The 2025 League of Legends World Championship runs from October 14 to November 9, 2025, across Beijing, Shanghai, and Chengdu in China. This year introduces the Fearless Draft system—teams cannot repeat the same champion across games in a series—raising the stakes on draft strategy.

Play-In: T1 Eliminates IG 3–1

On October 14, the Play-In stage opened with a high-stakes series between T1 (LCK) and Invictus Gaming (LPL) in a best-of-five match. T1 secured a 3–1 victory, denying IG a spot in the Swiss stage.

Here’s how the series broke down:

Game 1: T1 asserted early control and won.

Game 2: IG responded with strong macro play and claimed the win.

Game 3 & 4: T1 regained momentum, outmacroed IG in mid and late game fights, and closed the series.

With this win, T1 advances to the Swiss stage and IG is eliminated from the tournament on day one. For IG, despite being a fourth seed in LPL, their Worlds run ends before Swiss.

Swiss Stage: October 15–25 (Format and Stakes)

The Swiss Stage begins October 15 and runs through October 25 with a short break mid-stage. Sixteen teams, including T1 now, compete over five rounds. Matchups are based on win–loss records. Teams that reach three wins advance; those with three losses are eliminated. Most encounters are best-of-one, but deciding matches (for advancement or elimination) move to best-of-three.

This stage tests consistency, draft flexibility, and resilience. Because IG is out, one fewer LPL contender remains, increasing pressure on other Chinese squads to carry the region forward.

Knockout Stage: October 28 – November 9

Starting October 28, the Knockout Stage features quarterfinals and semifinals (through November 2), culminating in the Grand Final on November 9. All matches are best-of-five under Fearless Draft rules.

The quarterfinals and semifinals will take place at Shanghai’s Mercedes-Benz Arena, and the final will be held in Chengdu’s Dong’an Lake Sports Park Gymnasium.

What This Result Means & What to Watch

T1’s victory over IG is significant in multiple ways. First, it cements T1’s status as a stable contender—they’ve now qualified for the main stage and avoid the riskier Swiss matches early. Secondly, IG’s early exit is a blow for LPL’s depth: losing a fourth seed before Swiss highlights how competitive this year’s field is.

For fans and analysts, here’s what to watch going forward:

Draft adaptation under Fearless Draft: With IG out, T1 now has to face fresh opponents who may ban differently. The no-repeat rule pushes teams into deeper champion pools.

Bracket balance: IG’s absence shifts probability edges in brackets where they might’ve been wildcard threats.

Momentum and psychology: Winning in a dramatic Play-In battle gives T1 a mental boost heading into Swiss.

Regional implications: LPL now has one fewer team to champion, increasing pressure on remaining teams like Top Esports, BLG, and JDG.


Work item = The records below are to be returned word for word, with pictures left out.

Records for this exercise =

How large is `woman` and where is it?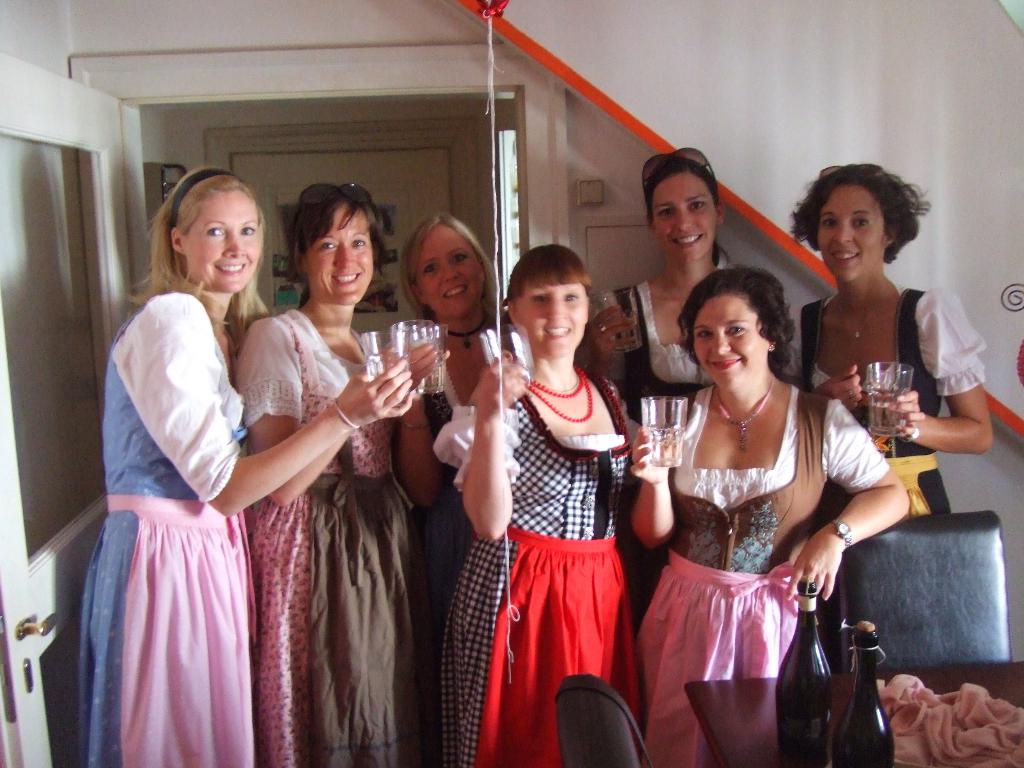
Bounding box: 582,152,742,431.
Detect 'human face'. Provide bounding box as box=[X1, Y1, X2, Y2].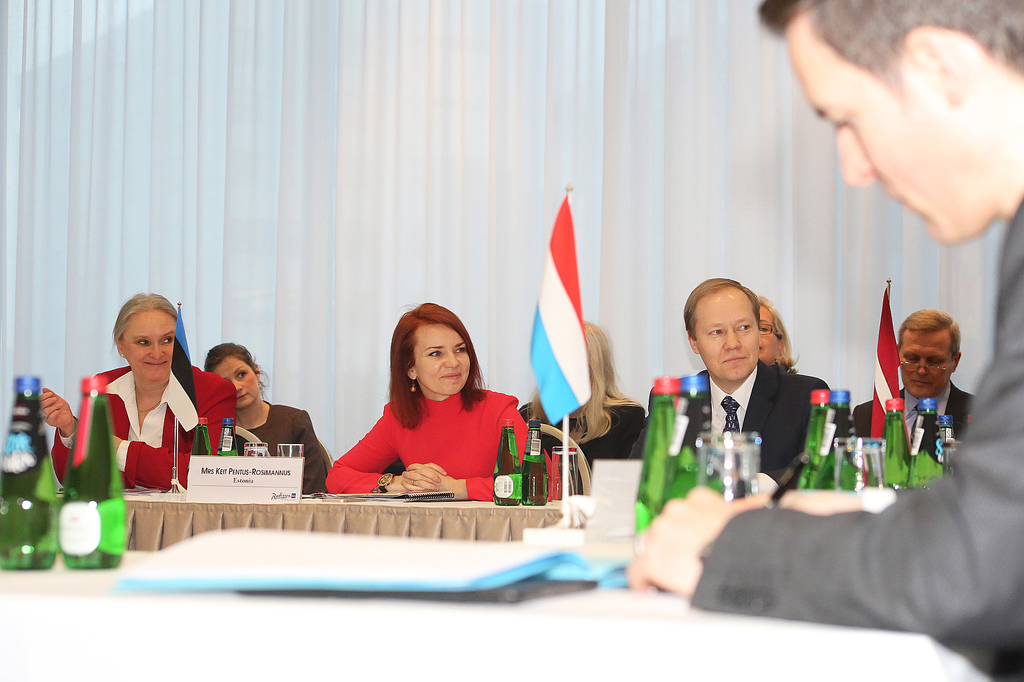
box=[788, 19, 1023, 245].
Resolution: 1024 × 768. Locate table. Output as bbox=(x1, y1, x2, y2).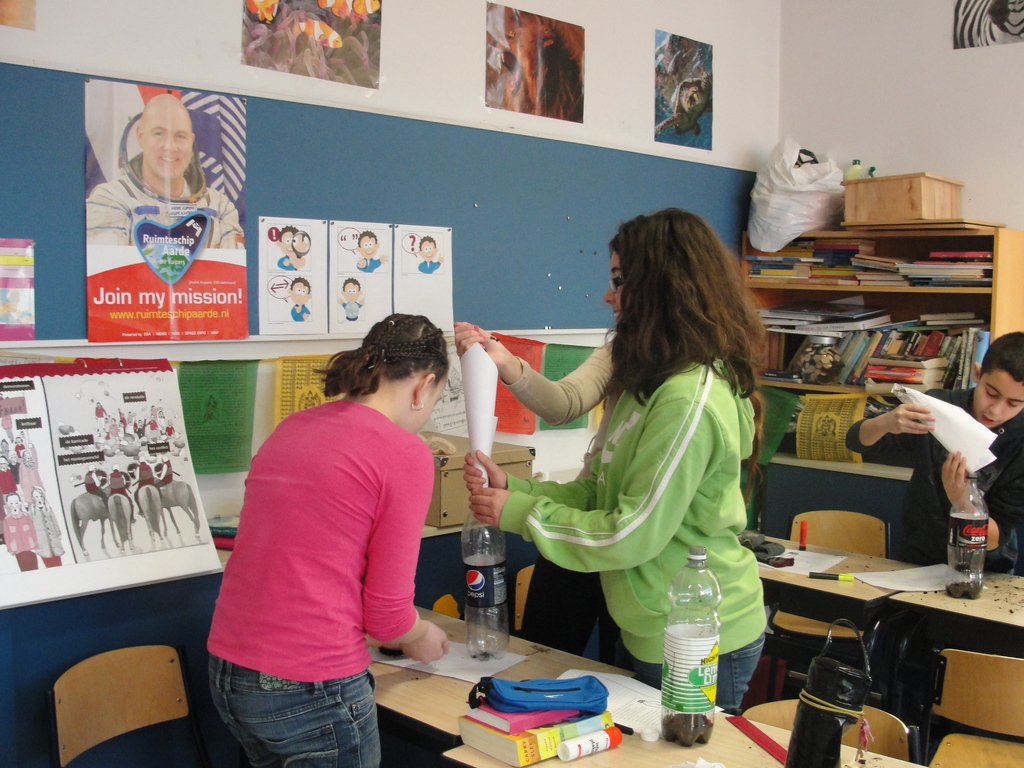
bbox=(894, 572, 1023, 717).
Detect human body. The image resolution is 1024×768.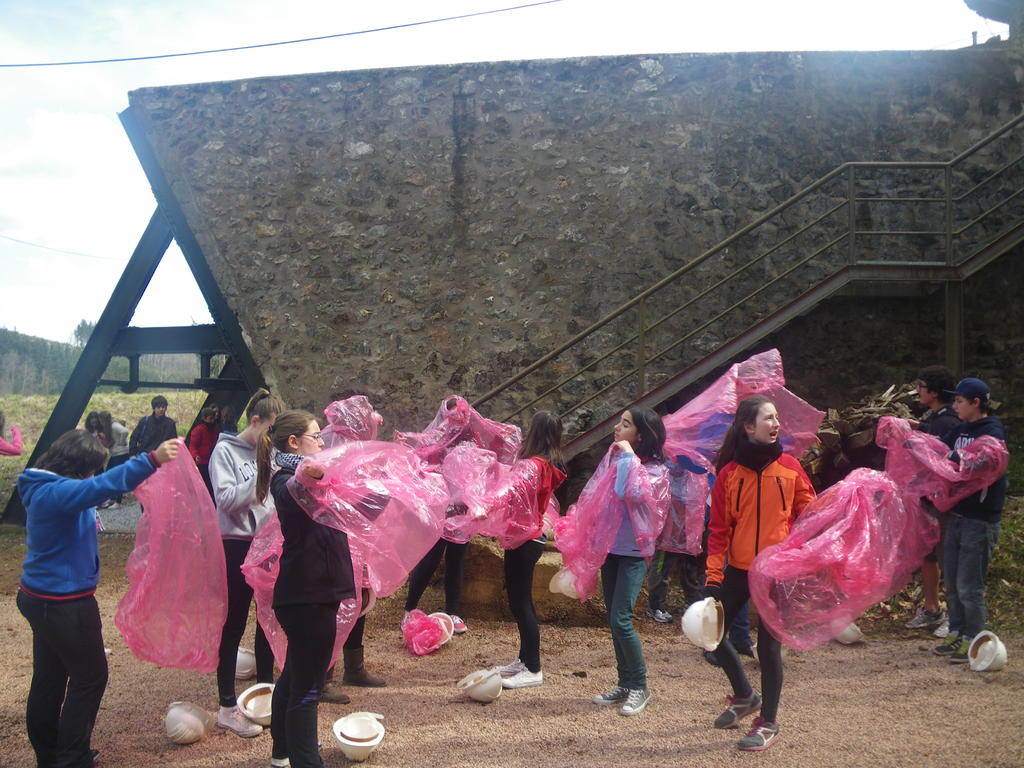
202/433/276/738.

Result for this exercise =
How large is `woman` and where is it?
Bounding box: 582,152,742,431.
Detect 'human face'. Provide bounding box as box=[X1, Y1, X2, Y2].
box=[788, 19, 1023, 245].
Resolution: 1024 × 768. Locate table. Output as bbox=(x1, y1, x2, y2).
bbox=(894, 572, 1023, 717).
Detect human body. The image resolution is 1024×768.
202/433/276/738.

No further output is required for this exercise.